A high-stakes murder trial involving six sitting and former Jamaican police officers took a dramatic turn Wednesday, as defense attorneys launched a sustained attack on the credibility of sitting Agriculture Minister Floyd Green, one of the prosecution’s key eyewitnesses. Green, who took the witness stand in the Home Circuit Court, maintained his composure and stuck firmly to his account of the 2013 shooting that left three men dead.
The six officers on trial — Sergeant Simroy Mott, Corporal Donovan Fullerton, Constables Andrew Smith, Sheldon Richards, Orandy Rose, and Richard Lynch — stand accused of murdering Matthew Lee, Ucliffe Dyer, and Mark Allen. The fatal incident unfolded on January 12, 2013, on Acadia Drive in St. Andrew. Initial official accounts framed the deaths as the outcome of a shootout between the three men and responding officers; one additional man reportedly fled the scene, and authorities say two illicit firearms were recovered from the site. Corporal Fullerton faces an extra charge of submitting a false statement to Jamaica’s Independent Commission of Investigations, the body that probes law enforcement misconduct.
Green, who was not in office at the time of the shooting, is one of only two civilian witnesses who claim to have observed parts of the incident. The minister has testified that he watched the events unfold from the bedroom window of his top-floor apartment, which sits at an elevation overlooking the crime scene.
Lead cross-examination was handled by defense attorney John Jacobs, who is part of the legal team representing the officers alongside co-counsel Hugh Wildman and Althea Grant-Coppin. Jacobs systematically questioned inconsistencies between Green’s initial testimony and crime scene evidence captured in photographs.
Early in the cross-examination, Jacobs called Green to account for his earlier claim that he saw a man of Indian descent standing outside a blue Mitsubishi Outlander, holding what looked to be vehicle registration papers. After Green confirmed that account, Jacobs pulled up a marked crime scene exhibit for the judge and jury to review, asking Green to point to any object matching the description of the papers in the photograph. When Green admitted he could not see the papers in the image, Jacobs pressed him to confirm he still stood by his original statement. Green clarified that his observation reflected what he saw on the day of the shooting, not what was visible in the post-incident photograph, reaffirming that he clearly saw the man standing by the vehicle’s passenger side with what he assumed were car papers. Jacobs directly accused the minister of lying under oath, a claim Green immediately rejected, stating he had been fully truthful with the court.
Jacobs next turned to Green’s claim that he saw a man wearing a white shirt sitting on the road behind the parked Mitsubishi. After Green pointed to the general area behind the vehicle on the photograph, Jacobs asked him to confirm he saw no blood-like discoloration in that spot, which Green did. When Jacobs directed his attention to a patch of discoloration on the adjacent sidewalk to the left of the vehicle, Green acknowledged the red staining. Jacobs put forward an alternative account: that the man in the white shirt was actually on the sidewalk, not the road, and that the parked Mitsubishi — which was left facing Barbican Road with both front doors propped open — would have blocked Green’s view of the road from his apartment window. Green pushed back, noting his apartment’s elevated position meant no obstacles blocked his line of sight, and repeated that he clearly saw the man in the white shirt on the road.
The cross-examination then turned to Green’s account of where the man of Indian descent’s body was located on the ground. Green confirmed he could see a second patch of discoloration on the sidewalk near the vehicle’s left front passenger door. When asked if this was the location he had previously referenced, Green stated he could only identify the general vicinity, noting that the man had been pulled from the vehicle and his body lay on the ground near the passenger door. When Jacobs challenged Green over previous markings on the exhibit that purported to show the exact location, Green clarified the marking was only ever intended to indicate a general area, not a precise spot.
The tense day of cross-examination wrapped up with Green standing by all core elements of his testimony. The high-profile trial is scheduled to resume proceedings on Thursday.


# [Work instructions]
Go through the data below and copy each line that includes "Committed".
=== Section Start ===
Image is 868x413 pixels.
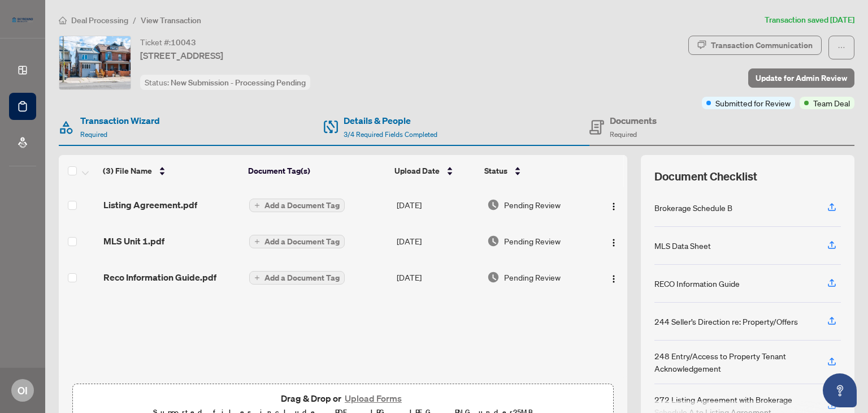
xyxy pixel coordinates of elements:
span: OI [17,382,28,398]
span: 10043 [171,38,196,47]
button: Transaction Communication [688,36,821,55]
span: plus [254,239,260,245]
li: / [132,14,136,26]
span: Reco Information Guide.pdf [104,270,217,284]
button: Add a Document Tag [249,235,345,248]
img: Document Status [487,235,499,247]
div: 248 Entry/Access to Property Tenant Acknowledgement [655,349,813,375]
span: View Transaction [141,16,201,25]
span: Status [484,164,508,177]
button: Open asap [823,373,857,407]
button: Add a Document Tag [249,270,345,285]
span: Drag & Drop or [281,391,405,406]
div: Status: [140,74,311,90]
span: Deal Processing [71,16,128,25]
div: RECO Information Guide [655,277,740,290]
span: Upload Date [395,164,440,177]
span: (3) File Name [103,164,152,177]
span: [STREET_ADDRESS] [140,48,223,62]
button: Add a Document Tag [249,199,345,212]
div: Brokerage Schedule B [655,201,732,213]
div: Ticket #: [140,36,196,48]
th: Status [480,155,592,186]
span: Listing Agreement.pdf [104,198,197,212]
button: Update for Admin Review [748,69,854,88]
span: Add a Document Tag [265,201,339,209]
th: (3) File Name [98,155,244,186]
button: Add a Document Tag [249,198,345,213]
td: [DATE] [392,222,482,259]
span: Pending Review [504,199,561,211]
h4: Details & People [343,114,437,128]
button: Logo [605,231,623,250]
h4: Transaction Wizard [80,114,160,128]
div: MLS Data Sheet [655,239,711,252]
button: Logo [605,268,623,286]
article: Transaction saved [DATE] [764,14,854,26]
span: plus [254,202,260,208]
span: Update for Admin Review [755,69,847,87]
span: Pending Review [504,235,561,247]
img: Document Status [487,199,499,211]
img: Document Status [487,271,499,283]
img: logo [9,14,36,25]
span: Add a Document Tag [265,237,339,245]
span: plus [254,275,260,281]
button: Add a Document Tag [249,271,345,285]
button: Upload Forms [342,391,405,406]
span: New Submission - Processing Pending [171,78,306,88]
span: ellipsis [838,43,845,52]
div: 244 Seller’s Direction re: Property/Offers [655,315,798,327]
span: Pending Review [504,271,561,283]
span: Add a Document Tag [265,274,339,281]
button: Logo [605,195,623,213]
button: Add a Document Tag [249,234,345,249]
span: Required [610,130,637,138]
th: Document Tag(s) [244,155,390,186]
span: Document Checklist [655,168,757,184]
h4: Documents [610,114,656,128]
img: IMG-C12390243_1.jpg [60,36,131,89]
span: MLS Unit 1.pdf [104,234,164,248]
td: [DATE] [392,186,482,222]
span: home [59,16,67,25]
img: Logo [609,238,618,247]
th: Upload Date [390,155,480,186]
span: 3/4 Required Fields Completed [343,130,437,138]
img: Logo [609,202,618,211]
td: [DATE] [392,259,482,295]
span: Required [80,130,107,138]
span: Team Deal [813,97,850,109]
img: Logo [609,274,618,283]
span: Submitted for Review [715,97,790,109]
div: Transaction Communication [711,36,812,54]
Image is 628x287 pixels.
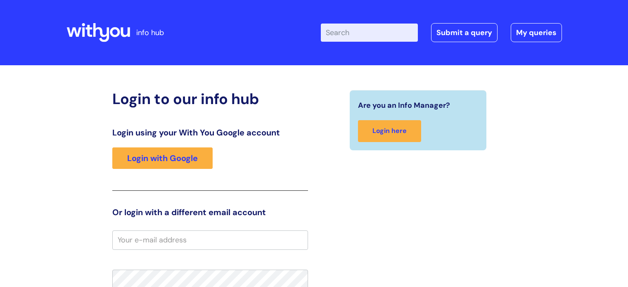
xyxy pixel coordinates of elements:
[358,99,450,112] span: Are you an Info Manager?
[112,147,213,169] a: Login with Google
[112,230,308,249] input: Your e-mail address
[112,90,308,108] h2: Login to our info hub
[112,128,308,137] h3: Login using your With You Google account
[358,120,421,142] a: Login here
[136,26,164,39] p: info hub
[431,23,497,42] a: Submit a query
[511,23,562,42] a: My queries
[112,207,308,217] h3: Or login with a different email account
[321,24,418,42] input: Search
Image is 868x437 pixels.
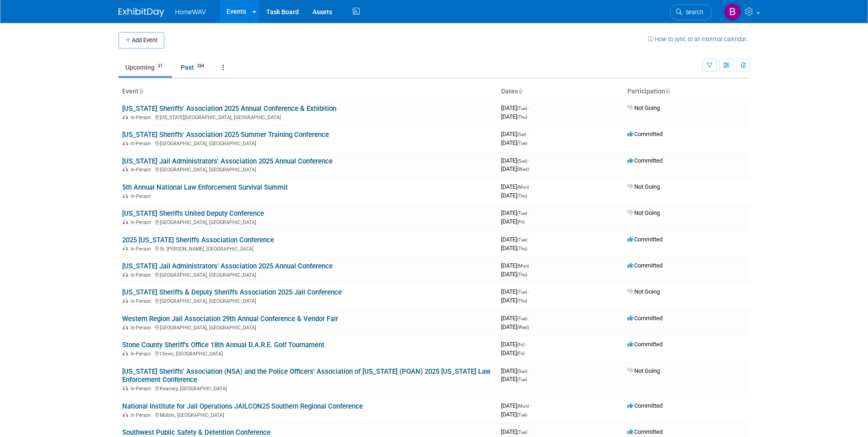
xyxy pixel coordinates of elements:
span: (Sun) [517,369,527,373]
span: Not Going [628,209,660,216]
span: [DATE] [502,191,527,199]
img: In-Person Event [122,114,128,119]
span: - [529,428,530,435]
div: [GEOGRAPHIC_DATA], [GEOGRAPHIC_DATA] [122,165,494,173]
span: (Mon) [517,185,529,189]
span: In-Person [131,246,154,252]
a: Search [670,4,712,20]
img: In-Person Event [122,351,128,355]
span: Search [683,9,703,16]
span: [DATE] [502,349,525,356]
span: - [529,367,530,374]
button: Add Event [119,32,164,48]
span: Not Going [628,183,660,190]
span: (Tue) [517,140,527,145]
th: Participation [624,84,750,99]
span: (Mon) [517,263,529,269]
a: [US_STATE] Sheriffs United Deputy Conference [122,209,264,217]
span: (Mon) [517,403,529,408]
span: (Thu) [517,193,527,198]
img: In-Person Event [122,167,128,171]
span: In-Person [131,324,154,330]
span: [DATE] [502,315,530,321]
a: [US_STATE] Sheriffs & Deputy Sheriffs Association 2025 Jail Conference [122,288,342,296]
span: - [529,105,530,111]
span: (Tue) [517,106,527,111]
div: Mobile, [GEOGRAPHIC_DATA] [122,410,494,418]
img: In-Person Event [122,412,128,416]
span: [DATE] [502,139,527,146]
span: [DATE] [502,157,530,164]
span: (Tue) [517,316,527,321]
span: Committed [628,341,662,347]
span: Committed [628,236,662,243]
a: [US_STATE] Jail Administrators' Association 2025 Annual Conference [122,157,332,165]
img: In-Person Event [122,272,128,277]
span: (Thu) [517,298,527,303]
span: In-Person [131,167,154,173]
span: [DATE] [502,113,527,120]
a: Western Region Jail Association 29th Annual Conference & Vendor Fair [122,315,338,323]
th: Dates [498,84,624,99]
span: In-Person [131,298,154,304]
span: (Thu) [517,114,527,119]
span: - [529,157,530,164]
a: Sort by Event Name [139,88,143,95]
span: In-Person [131,193,154,199]
span: In-Person [131,351,154,357]
span: (Fri) [517,342,525,347]
span: (Tue) [517,377,527,381]
span: Not Going [628,288,660,295]
span: [DATE] [502,165,529,172]
img: Brian Owens [724,3,741,21]
span: [DATE] [502,297,527,303]
span: - [530,402,532,409]
a: Past284 [174,59,214,76]
span: [DATE] [502,323,529,330]
a: [US_STATE] Sheriffs' Association 2025 Summer Training Conference [122,131,329,139]
span: Committed [628,157,662,164]
span: [DATE] [502,341,527,347]
span: [DATE] [502,410,527,418]
div: [GEOGRAPHIC_DATA], [GEOGRAPHIC_DATA] [122,139,494,146]
span: Committed [628,315,662,321]
span: 284 [194,63,207,70]
span: - [526,341,527,347]
span: Not Going [628,367,660,374]
a: Sort by Start Date [518,88,523,95]
span: [DATE] [502,288,530,295]
a: How to sync to an external calendar... [648,36,750,42]
span: In-Person [131,412,154,418]
span: - [527,131,529,137]
span: Committed [628,402,662,409]
div: St. [PERSON_NAME], [GEOGRAPHIC_DATA] [122,244,494,252]
span: [DATE] [502,218,525,225]
a: [US_STATE] Sheriffs' Association 2025 Annual Conference & Exhibition [122,105,336,113]
div: [GEOGRAPHIC_DATA], [GEOGRAPHIC_DATA] [122,323,494,330]
img: In-Person Event [122,298,128,303]
div: Kearney, [GEOGRAPHIC_DATA] [122,384,494,391]
span: [DATE] [502,367,530,374]
span: In-Person [131,272,154,277]
span: (Sun) [517,158,527,163]
span: In-Person [131,219,154,226]
span: - [529,288,530,295]
span: [DATE] [502,402,532,409]
img: In-Person Event [122,324,128,329]
span: [DATE] [502,244,527,252]
span: In-Person [131,385,154,391]
span: (Tue) [517,211,527,216]
div: Clever, [GEOGRAPHIC_DATA] [122,349,494,357]
span: In-Person [131,140,154,146]
span: (Wed) [517,324,529,329]
span: (Tue) [517,237,527,242]
span: [DATE] [502,262,532,269]
span: (Tue) [517,289,527,295]
span: - [529,236,530,243]
img: ExhibitDay [119,7,164,17]
span: [DATE] [502,105,530,111]
span: (Thu) [517,272,527,277]
div: [GEOGRAPHIC_DATA], [GEOGRAPHIC_DATA] [122,271,494,277]
span: Committed [628,428,662,435]
span: [DATE] [502,271,527,277]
=== Section End ===
# [Response to this exercise]
span: Committed [628,341,662,347]
span: Committed [628,236,662,243]
span: Committed [628,157,662,164]
span: Committed [628,315,662,321]
span: Committed [628,402,662,409]
span: Committed [628,428,662,435]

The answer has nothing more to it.